You know the passage in the Aeneid? The man
Who leaves the burning city with his father
On his shoulders, holding his young son's hand,
Means to do well among the flaming arras
And the falling columns while the blind prophet,
Arms upraised, howls from the inner chamber,
"Great Troy is fallen. Great Troy is no more."
Slumped in a bathrobe, penitent and biddable,
My mother at the kitchen table gagged and drank,
Drank and gagged. We get our first moral idea
About the world—about justice and power,
Gender and the order of things—from somewhere."
OK... this is where you lose me. I think blame is as much of our lives as breathing air. If you get in your car to go down to the grocery store for milk and bread, and while you're sitting at a stop sign, some drunk comes speeding up behind you without hitting his brakes and plows into the back of your car totally it and snapping your neck. You wind up in a wheel chair as a quadriplegic. Fault NEEDS to be assigned to the drunk that plowed into you. I could give more examples from now until midnight, but I don't think I need to. Blame MUST be assigned in certain instances. There's no getting around it.
The drunk driver is responsible for his actions. I completely agree he should do jail time, have fines, lose his license etc.
But is he to blame? IMO. No. They are two different things.

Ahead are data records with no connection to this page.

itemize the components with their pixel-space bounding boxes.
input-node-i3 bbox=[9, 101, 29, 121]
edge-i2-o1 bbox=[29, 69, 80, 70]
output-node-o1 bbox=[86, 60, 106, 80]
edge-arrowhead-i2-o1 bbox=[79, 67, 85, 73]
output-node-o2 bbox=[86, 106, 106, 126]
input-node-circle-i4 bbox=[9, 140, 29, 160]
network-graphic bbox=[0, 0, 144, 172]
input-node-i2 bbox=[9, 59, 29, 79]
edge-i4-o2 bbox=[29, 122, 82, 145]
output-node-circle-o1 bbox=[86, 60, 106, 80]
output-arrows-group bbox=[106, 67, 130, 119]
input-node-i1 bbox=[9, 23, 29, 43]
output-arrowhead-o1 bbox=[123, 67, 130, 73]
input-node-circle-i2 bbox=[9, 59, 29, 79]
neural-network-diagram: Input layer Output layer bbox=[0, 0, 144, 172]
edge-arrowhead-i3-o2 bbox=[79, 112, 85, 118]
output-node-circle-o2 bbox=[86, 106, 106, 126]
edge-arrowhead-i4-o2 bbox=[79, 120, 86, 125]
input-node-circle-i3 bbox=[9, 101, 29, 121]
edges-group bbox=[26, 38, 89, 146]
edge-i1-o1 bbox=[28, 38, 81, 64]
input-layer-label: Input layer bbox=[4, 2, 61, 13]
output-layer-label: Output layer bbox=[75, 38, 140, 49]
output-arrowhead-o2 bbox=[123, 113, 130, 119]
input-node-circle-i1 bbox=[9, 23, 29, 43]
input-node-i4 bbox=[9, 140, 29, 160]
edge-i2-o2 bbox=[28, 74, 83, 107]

In the case of the meth addict. He is responsible for his actions. If he commits a crime in pursuit of his addiction, then he has to face the consequences. Using meth is illegal. Selling it is illegal.

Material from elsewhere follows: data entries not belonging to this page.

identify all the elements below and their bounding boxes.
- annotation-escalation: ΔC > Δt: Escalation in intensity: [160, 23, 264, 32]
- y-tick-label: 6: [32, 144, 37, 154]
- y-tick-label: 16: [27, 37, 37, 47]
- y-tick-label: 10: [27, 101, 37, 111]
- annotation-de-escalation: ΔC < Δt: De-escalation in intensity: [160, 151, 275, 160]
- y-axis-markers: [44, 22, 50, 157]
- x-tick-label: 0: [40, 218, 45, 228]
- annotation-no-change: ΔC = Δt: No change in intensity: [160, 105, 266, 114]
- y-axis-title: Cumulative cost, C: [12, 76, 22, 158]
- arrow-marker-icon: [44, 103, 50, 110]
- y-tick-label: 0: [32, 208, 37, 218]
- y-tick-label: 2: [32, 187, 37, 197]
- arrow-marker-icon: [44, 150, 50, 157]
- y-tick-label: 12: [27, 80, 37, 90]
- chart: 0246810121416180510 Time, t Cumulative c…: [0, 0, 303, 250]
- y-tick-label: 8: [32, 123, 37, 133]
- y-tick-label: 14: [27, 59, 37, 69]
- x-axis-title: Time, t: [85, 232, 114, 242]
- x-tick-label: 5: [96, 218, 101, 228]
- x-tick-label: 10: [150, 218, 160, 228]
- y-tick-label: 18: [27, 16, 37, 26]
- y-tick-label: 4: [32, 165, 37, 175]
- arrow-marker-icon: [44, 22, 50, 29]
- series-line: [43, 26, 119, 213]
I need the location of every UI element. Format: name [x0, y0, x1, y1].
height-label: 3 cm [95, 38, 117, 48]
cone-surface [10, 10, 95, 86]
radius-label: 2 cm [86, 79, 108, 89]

Is he really to blame? He's addicted. He's sick. The nature of addiction and compulsive behavior is a lack of control.
Can you see the distinction?
It's tricky because our entire criminal penal system is based on shame and blame--rather than just looking at the truth of how things are, and addressing the consequences of behavior.
Shame and blame are heavy. Responsibility literally means the ability to respond. It's much easier to address addiction without adding shame and blame to the equation.
I dunno...if your using something to self-medicate you pretty much realize you're fucked up.In the case of the meth addict. He is responsible for his actions. If he commits a crime in pursuit of his addiction, then he has to face the consequences. Using meth is illegal. Selling it is illegal.
Is he really to blame? He's addicted. He's sick. The nature of addiction and compulsive behavior is a lack of control.
Can you see the distinction?
It's tricky because our entire criminal penal system is based on shame and blame--rather than just looking at the truth of how things are, and addressing the consequences of behavior.
Shame and blame are heavy. Responsibility literally means the ability to respond. It's much easier to address addiction without adding shame and blame to the equation.
Aha! Now I get it. Thanks. Yeah, I'm with you on this one Sky Dancer.
The other extreme is one to who takes too much responsibility without - how to put this - assigning responsibility to others who may also be responsible. For example, a child is raised by a mother who invalidates everything the child says or its behaviors. They live in an abusive household where the mother enables the abusive husband. As the child develops into an adolescent, s/he doesn't believe that s/he lives in an abusive home, but that s/he is over-reacting to a situation which isn't really as bad as it seems. Then the adolescent becomes an adult and doesn't realize that the coping mechanisms s/he developed during their formative years doesn't work anymore because they believe that they had a normal childhood and don't realize there is anything wrong. Instead they begin to use alcohol or drugs to self-medicate instead of coping in a healthy manner. They doubt everything including themselves, because they've never learned that how they think and feel is valid. Failure is only logical and natural for a person with this perspective. S/he won't realize that the coping method s/he developed in reaction to the environment in which s/he was raised has resulted in his/her current unhealthy behavior; and that environment was cultivated, whether consciously or not, by the parents. So the parents share in the responsibility of that person's unhealthy behavior. Yes, the person/subject is 100% responsible, but, so are the parents also 100% responsible.
And no one is to blame. But everyone is at fault. Right?